School-Based Intervention for Adolescents With ADHD: Predictors of Effects on Academic, Behavioral, and Social Functioning

Behav Ther. 2024 Jul;55(4):680-697. doi: 10.1016/j.beth.2024.01.010. Epub 2024 Feb 13.

ABSTRACT

Adolescents with attention-deficit/hyperactivity disorder (ADHD) experience significant academic, behavioral, and social skill difficulties including underachievement, risk for school dropout, poor peer relations, and emotion dysregulation. Although stimulant medication reduces ADHD symptoms, psychosocial and educational interventions are necessary to address functional impairments. We examined the nature and predictors of academic, behavioral, and social skills trajectories in response to multicomponent organizational and interpersonal skills training in 92 high school students with ADHD. Latent trajectory class analyses revealed positive treatment response ranging from 61.5% (report card grades) to 100% (inattention symptoms, organizational skills, social skills).
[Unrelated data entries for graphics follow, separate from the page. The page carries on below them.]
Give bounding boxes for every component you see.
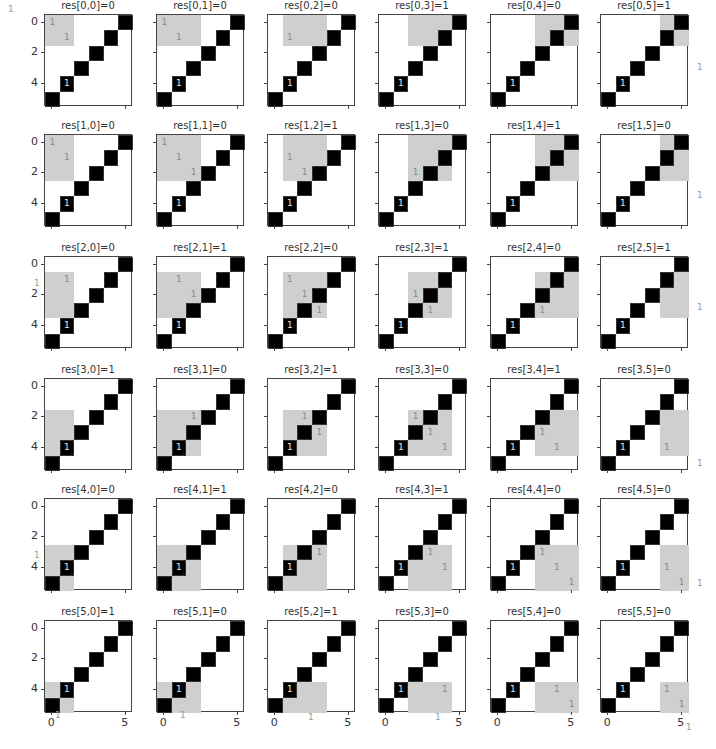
black-cell [297, 61, 312, 76]
black-cell [660, 150, 675, 165]
y-tick-label: 4 [24, 76, 38, 89]
y-tick-mark [375, 536, 378, 537]
y-tick-mark [597, 22, 600, 23]
black-cell [186, 61, 201, 76]
y-tick-mark [41, 386, 44, 387]
black-cell [104, 514, 119, 529]
y-tick-mark [375, 172, 378, 173]
y-tick-mark [597, 536, 600, 537]
cell-annotation: 1 [45, 18, 60, 27]
y-tick-mark [153, 416, 156, 417]
cell-annotation: 1 [186, 412, 201, 421]
y-tick-mark [597, 447, 600, 448]
y-tick-mark [264, 22, 267, 23]
y-tick-mark [153, 628, 156, 629]
cell-annotation: 1 [283, 275, 298, 284]
x-tick-mark [681, 712, 682, 715]
black-cell [674, 499, 689, 514]
black-cell [550, 394, 565, 409]
subplot: res[1,2]=1111 [237, 120, 365, 246]
black-cell [186, 545, 201, 560]
subplot: res[0,4]=01 [460, 0, 588, 126]
y-tick-mark [264, 294, 267, 295]
y-tick-mark [375, 447, 378, 448]
black-cell [491, 576, 506, 591]
y-tick-mark [487, 172, 490, 173]
cell-annotation: 1 [394, 199, 409, 208]
black-cell [268, 334, 283, 349]
black-cell [379, 334, 394, 349]
black-cell [601, 576, 616, 591]
subplot-title: res[1,1]=0 [156, 120, 244, 131]
subplot: res[2,1]=1111 [126, 242, 254, 368]
stray-annotation: 1 [697, 190, 703, 200]
x-tick-mark [497, 348, 498, 351]
subplot-title: res[2,2]=0 [267, 242, 355, 253]
y-tick-mark [597, 203, 600, 204]
x-tick-mark [385, 470, 386, 473]
black-cell [408, 425, 423, 440]
y-tick-mark [487, 689, 490, 690]
black-cell [645, 410, 660, 425]
black-cell [660, 514, 675, 529]
x-tick-label: 0 [156, 716, 170, 729]
x-tick-mark [681, 106, 682, 109]
subplot: res[4,0]=01024 [14, 484, 142, 610]
stray-annotation: 1 [308, 712, 314, 722]
heatmap-axes: 1 [600, 134, 688, 226]
cell-annotation: 1 [550, 685, 565, 694]
black-cell [550, 30, 565, 45]
y-tick-mark [375, 658, 378, 659]
y-tick-mark [375, 203, 378, 204]
black-cell [491, 212, 506, 227]
cell-annotation: 1 [423, 548, 438, 557]
y-tick-mark [264, 172, 267, 173]
stray-annotation: 1 [180, 710, 186, 720]
y-tick-label: 0 [24, 257, 38, 270]
black-cell [630, 425, 645, 440]
black-cell [438, 272, 453, 287]
y-tick-mark [153, 689, 156, 690]
y-tick-label: 4 [24, 440, 38, 453]
cell-annotation: 1 [312, 428, 327, 437]
black-cell [45, 576, 60, 591]
black-cell [157, 576, 172, 591]
black-cell [74, 425, 89, 440]
cell-annotation: 1 [616, 685, 631, 694]
x-tick-mark [681, 470, 682, 473]
black-cell [157, 92, 172, 107]
x-tick-mark [497, 590, 498, 593]
black-cell [660, 30, 675, 45]
y-tick-mark [41, 416, 44, 417]
subplot-title: res[0,4]=0 [490, 0, 578, 11]
y-tick-mark [41, 264, 44, 265]
x-tick-mark [51, 226, 52, 229]
cell-annotation: 1 [408, 412, 423, 421]
y-tick-mark [264, 203, 267, 204]
black-cell [216, 30, 231, 45]
black-cell [645, 652, 660, 667]
y-tick-mark [487, 264, 490, 265]
x-tick-mark [163, 226, 164, 229]
cell-annotation: 1 [408, 168, 423, 177]
x-tick-mark [51, 106, 52, 109]
cell-annotation: 1 [60, 321, 75, 330]
y-tick-mark [597, 416, 600, 417]
subplot: res[2,0]=011024 [14, 242, 142, 368]
cell-annotation: 1 [60, 199, 75, 208]
y-tick-mark [264, 658, 267, 659]
y-tick-mark [597, 658, 600, 659]
black-cell [104, 636, 119, 651]
y-tick-mark [487, 203, 490, 204]
y-tick-mark [264, 628, 267, 629]
subplot: res[2,4]=011 [460, 242, 588, 368]
heatmap-axes: 111 [378, 256, 466, 348]
subplot-title: res[4,4]=0 [490, 484, 578, 495]
y-tick-mark [153, 52, 156, 53]
cell-annotation: 1 [616, 563, 631, 572]
black-cell [423, 288, 438, 303]
x-tick-label: 0 [490, 716, 504, 729]
x-tick-mark [607, 348, 608, 351]
heatmap-axes: 11 [267, 498, 355, 590]
y-tick-label: 2 [24, 287, 38, 300]
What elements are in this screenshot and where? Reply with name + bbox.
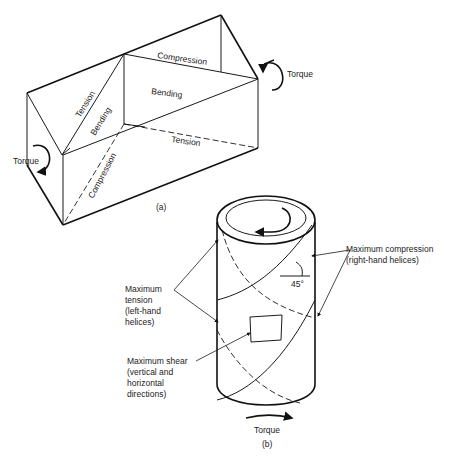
stress-diagram: Torque Torque Compression Bending Tensio… [0,0,456,460]
max-tension-label-3: (left-hand [125,306,161,316]
max-compression-label-1: Maximum compression [346,244,434,254]
prism-right-edge [221,15,258,79]
helix-solid-2 [217,300,315,400]
caption-a: (a) [156,202,167,212]
angle-arc [296,262,302,276]
prism-figure: Torque Torque Compression Bending Tensio… [13,15,313,225]
helix-dashed-2 [217,330,300,403]
bottom-torque-arrow-icon [246,415,292,418]
prism-left-diagonal [27,93,62,155]
diagram-svg: Torque Torque Compression Bending Tensio… [0,0,456,460]
prism-left-bottom-edge [27,165,63,225]
tension-leader-2 [174,290,218,322]
cylinder-top-outer [217,196,315,244]
cylinder-top-inner [226,200,306,236]
torque-right-arrowhead-icon [263,60,274,72]
max-shear-label-4: directions) [127,389,166,399]
torque-right-label: Torque [287,69,313,79]
compression-leader-1 [312,250,350,256]
shear-element [250,315,282,342]
torque-bottom-label: Torque [254,425,280,435]
max-compression-label-2: (right-hand helices) [346,255,419,265]
max-tension-label-2: tension [125,295,153,305]
caption-b: (b) [262,439,273,449]
compression-diagonal-label: Compression [86,151,118,200]
cylinder-figure: 45° Maximum compression (right-hand heli… [125,196,434,449]
torque-right-arrow-icon [264,63,283,90]
max-tension-label-4: helices) [125,317,154,327]
shear-leader [196,333,250,361]
max-shear-label-2: (vertical and [127,367,174,377]
max-tension-label-1: Maximum [125,284,162,294]
top-rotation-arrow-icon [256,208,290,232]
torque-left-label: Torque [13,156,39,166]
bending-diagonal-label: Bending [88,105,113,137]
tension-leader-1 [174,240,218,290]
max-shear-label-3: horizontal [127,378,164,388]
angle-label: 45° [291,279,304,289]
bending-top-label: Bending [151,86,183,100]
tension-bottom-label: Tension [171,134,202,148]
max-shear-label-1: Maximum shear [127,356,188,366]
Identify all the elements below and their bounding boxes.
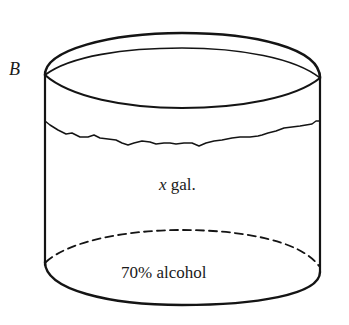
container-label: B [9,59,20,79]
volume-label: x gal. [158,175,196,194]
cylinder-diagram: B x gal. 70% alcohol [0,0,349,325]
top-rim-inner-front [45,75,320,108]
top-rim-inner-back [45,48,320,78]
liquid-surface [45,121,320,146]
contents-label: 70% alcohol [121,263,207,282]
volume-unit: gal. [167,175,196,194]
top-rim-outer [45,33,320,78]
bottom-back-dashed [46,230,319,266]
Organizational skill and academic grade treatment response trajectories were predicted by assigned sex, pretreatment anxiety, and treatment dosage, while improvement in behavioral and social functioning was associated with better emotion regulation and family relations prior to treatment along with stronger working alliance with treatment coach at midtreatment. Multicomponent organizational and interpersonal skills training appears effective for most high school students with ADHD and the degree treatment-induced change is associated with multiple malleable factors can be leveraged to enhance intervention response.